10/10/2024 Ben Libman
Bioengineering M.S. student Sydney Khemtonglang and professor Brian Cunningham have developed the PRAM Mini, a portable, low-cost microscope designed to improve healthcare diagnostics in underfunded and rural clinics. Using photonic crystal and gold nanoparticle technology, the PRAM Mini can detect particles at an incredibly small scale, providing test results in just 30 minutes. Affordable and compact, this device aims to make advanced diagnostics more accessible, with potential applications in detecting diseases like COVID-19 and even certain cancers.
Written by Ben Libman
Going to the doctor can be a stressful experience. For many, the worst part comes after the appointment—waiting for test results. These results can be crucial to a patient’s follow-up care, yet we frequently wait a week or longer to receive them. In addition, important tests can be cost-prohibitive. This is a bigger problem in poorer and more rural areas, where samples must be sent further away to get accurate results and patients may not have the financial means to stay up to date on tests.
This was the issue bioengineering M.S. student Sydney Khemtonglang and her team set out to solve. While working in professor Brian Cunningham’s lab, Sydney’s team created the miniature Photonic Resonator Absorption Microscope (PRAM Mini.) The PRAM Mini is a high-tech microscope that can detect particles far smaller than a normal microscope would allow using a photonic crystal and gold nanoparticles. “Imagine you have a shiny surface like a mirror (a photonic crystal) that reflects all light except for one tiny spot where the single gold particle lands,” explains Sydney. “When we shine a light on this surface, the gold particle absorbs the light while the rest of the surface reflects it. What we see is a dark dot (the gold particle) on a bright background. This allows us to detect things at an incredibly small scale - even single molecules!”
The PRAM Mini’s key feature is accessibility. It achieves this in two ways: size and cost. The whole device is only the size of a textbook, making it easily fit into any clinical setting. The PRAM Mini costs approximately $2,000, a price point that could diminish further at scale. This would make it affordable for underfunded clinics that struggle to bring patients test results under normal circumstances. As Sydney points out, “High costs often limit cutting-edge medical technology to big hospitals or wealthy areas. By making PRAM Mini less expensive, we aim to bring this advanced diagnostic tool to more healthcare providers.”
The speed of the PRAM Mini means results will be ready much faster, even at remote and underfunded medical clinics. Instead of waiting a week or longer for life-changing data, patients will receive results within thirty minutes and be able to discuss them with their physician the same day. The ease and cost-effectiveness of this process will increase the frequency of screenings, enabling earlier detection when diseases are more treatable.
In this initial study, Sydney and the team chose to demonstrate the PRAM Mini’s effectiveness on COVID-19 antibodies, successfully demonstrating detection of COVID-19 in animal serum samples. However the potential applications go far beyond that. The PRAM Mini can also be coded to detect other diseases and even certain types of cancers. “With PRAM technology feasibility, we can engineer the photonic crystal biosensor to detect any specific disease biomarkers, such as micro-RNA, antibodies, and proteins,” says Sydney. “Currently, our group is working on improving the PRAM Mini's range of detection for several more types of cancers.”
The research team is currently optimizing the PRAM Mini’s detection for other types of tests. Once these improvements are made and the device gains FDA approval, you might see a PRAM Mini the next time you visit your primary care provider, head to the ER, or even go to the vet.
Sydney puts it best: “We hope that most doctor’s offices and medical centers, especially in regions with limited resources, implement PRAM Mini in their protocols to not only provide faster screening results but also advance healthcare diagnostics. I want to thank Professor Brian T. Cunningham for giving me this opportunity to be a lead on this project and to the Fulbright Scholarship for the sponsorship of my study.”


**WHAT YOU WILL DO:**
What is needed is an exact copy of the data below, pictures excluded.

[Data tied to figure images]
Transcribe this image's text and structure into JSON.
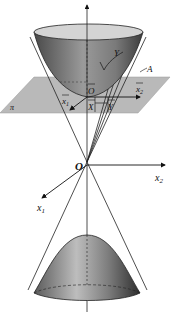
{
  "diagram": {
    "title": "",
    "type": "3d-geometry",
    "labels": {
      "origin": "O",
      "x1_axis": "x",
      "x1_sub": "1",
      "x2_axis": "x",
      "x2_sub": "2",
      "plane": "π",
      "o_bar": "O",
      "x_bar": "X",
      "y_bar": "Y",
      "x1_bar": "x",
      "x1_bar_sub": "1",
      "x2_bar": "x",
      "x2_bar_sub": "2",
      "y_curve": "Y",
      "a_point": "A"
    },
    "colors": {
      "plane_fill": "#b8b8b8",
      "surface_dark": "#5a5a5a",
      "surface_light": "#d8d8d8",
      "line": "#222222"
    }
  }
}
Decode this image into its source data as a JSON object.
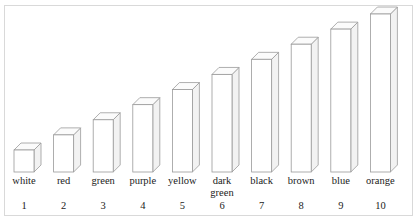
{
  "figure": {
    "background_color": "#ffffff",
    "frame_color": "#d9d9d9",
    "bar_outline_color": "#9a9a9a",
    "bar_fill_color": "#ffffff"
  },
  "chart_data": {
    "type": "bar",
    "title": "",
    "subtitle": "",
    "xlabel": "",
    "ylabel": "",
    "grid": false,
    "legend": null,
    "style": "3d-isometric-outline-bars",
    "ylim": [
      0,
      10
    ],
    "categories": [
      "white",
      "red",
      "green",
      "purple",
      "yellow",
      "dark green",
      "black",
      "brown",
      "blue",
      "orange"
    ],
    "tick_labels": [
      "1",
      "2",
      "3",
      "4",
      "5",
      "6",
      "7",
      "8",
      "9",
      "10"
    ],
    "values": [
      1,
      2,
      3,
      4,
      5,
      6,
      7,
      8,
      9,
      10
    ],
    "bars": [
      {
        "index": "1",
        "label": "white",
        "label_line1": "white",
        "label_line2": "",
        "value": 1
      },
      {
        "index": "2",
        "label": "red",
        "label_line1": "red",
        "label_line2": "",
        "value": 2
      },
      {
        "index": "3",
        "label": "green",
        "label_line1": "green",
        "label_line2": "",
        "value": 3
      },
      {
        "index": "4",
        "label": "purple",
        "label_line1": "purple",
        "label_line2": "",
        "value": 4
      },
      {
        "index": "5",
        "label": "yellow",
        "label_line1": "yellow",
        "label_line2": "",
        "value": 5
      },
      {
        "index": "6",
        "label": "dark green",
        "label_line1": "dark",
        "label_line2": "green",
        "value": 6
      },
      {
        "index": "7",
        "label": "black",
        "label_line1": "black",
        "label_line2": "",
        "value": 7
      },
      {
        "index": "8",
        "label": "brown",
        "label_line1": "brown",
        "label_line2": "",
        "value": 8
      },
      {
        "index": "9",
        "label": "blue",
        "label_line1": "blue",
        "label_line2": "",
        "value": 9
      },
      {
        "index": "10",
        "label": "orange",
        "label_line1": "orange",
        "label_line2": "",
        "value": 10
      }
    ]
  }
}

**RESPONSE AREA:**
Transcribe this image's text and structure into JSON.
{
  "diagram": {
    "title": "",
    "type": "3d-geometry",
    "labels": {
      "origin": "O",
      "x1_axis": "x",
      "x1_sub": "1",
      "x2_axis": "x",
      "x2_sub": "2",
      "plane": "π",
      "o_bar": "O",
      "x_bar": "X",
      "y_bar": "Y",
      "x1_bar": "x",
      "x1_bar_sub": "1",
      "x2_bar": "x",
      "x2_bar_sub": "2",
      "y_curve": "Y",
      "a_point": "A"
    },
    "colors": {
      "plane_fill": "#b8b8b8",
      "surface_dark": "#5a5a5a",
      "surface_light": "#d8d8d8",
      "line": "#222222"
    }
  }
}
Decode this image into its source data as a JSON object.
{
  "figure": {
    "background_color": "#ffffff",
    "frame_color": "#d9d9d9",
    "bar_outline_color": "#9a9a9a",
    "bar_fill_color": "#ffffff"
  },
  "chart_data": {
    "type": "bar",
    "title": "",
    "subtitle": "",
    "xlabel": "",
    "ylabel": "",
    "grid": false,
    "legend": null,
    "style": "3d-isometric-outline-bars",
    "ylim": [
      0,
      10
    ],
    "categories": [
      "white",
      "red",
      "green",
      "purple",
      "yellow",
      "dark green",
      "black",
      "brown",
      "blue",
      "orange"
    ],
    "tick_labels": [
      "1",
      "2",
      "3",
      "4",
      "5",
      "6",
      "7",
      "8",
      "9",
      "10"
    ],
    "values": [
      1,
      2,
      3,
      4,
      5,
      6,
      7,
      8,
      9,
      10
    ],
    "bars": [
      {
        "index": "1",
        "label": "white",
        "label_line1": "white",
        "label_line2": "",
        "value": 1
      },
      {
        "index": "2",
        "label": "red",
        "label_line1": "red",
        "label_line2": "",
        "value": 2
      },
      {
        "index": "3",
        "label": "green",
        "label_line1": "green",
        "label_line2": "",
        "value": 3
      },
      {
        "index": "4",
        "label": "purple",
        "label_line1": "purple",
        "label_line2": "",
        "value": 4
      },
      {
        "index": "5",
        "label": "yellow",
        "label_line1": "yellow",
        "label_line2": "",
        "value": 5
      },
      {
        "index": "6",
        "label": "dark green",
        "label_line1": "dark",
        "label_line2": "green",
        "value": 6
      },
      {
        "index": "7",
        "label": "black",
        "label_line1": "black",
        "label_line2": "",
        "value": 7
      },
      {
        "index": "8",
        "label": "brown",
        "label_line1": "brown",
        "label_line2": "",
        "value": 8
      },
      {
        "index": "9",
        "label": "blue",
        "label_line1": "blue",
        "label_line2": "",
        "value": 9
      },
      {
        "index": "10",
        "label": "orange",
        "label_line1": "orange",
        "label_line2": "",
        "value": 10
      }
    ]
  }
}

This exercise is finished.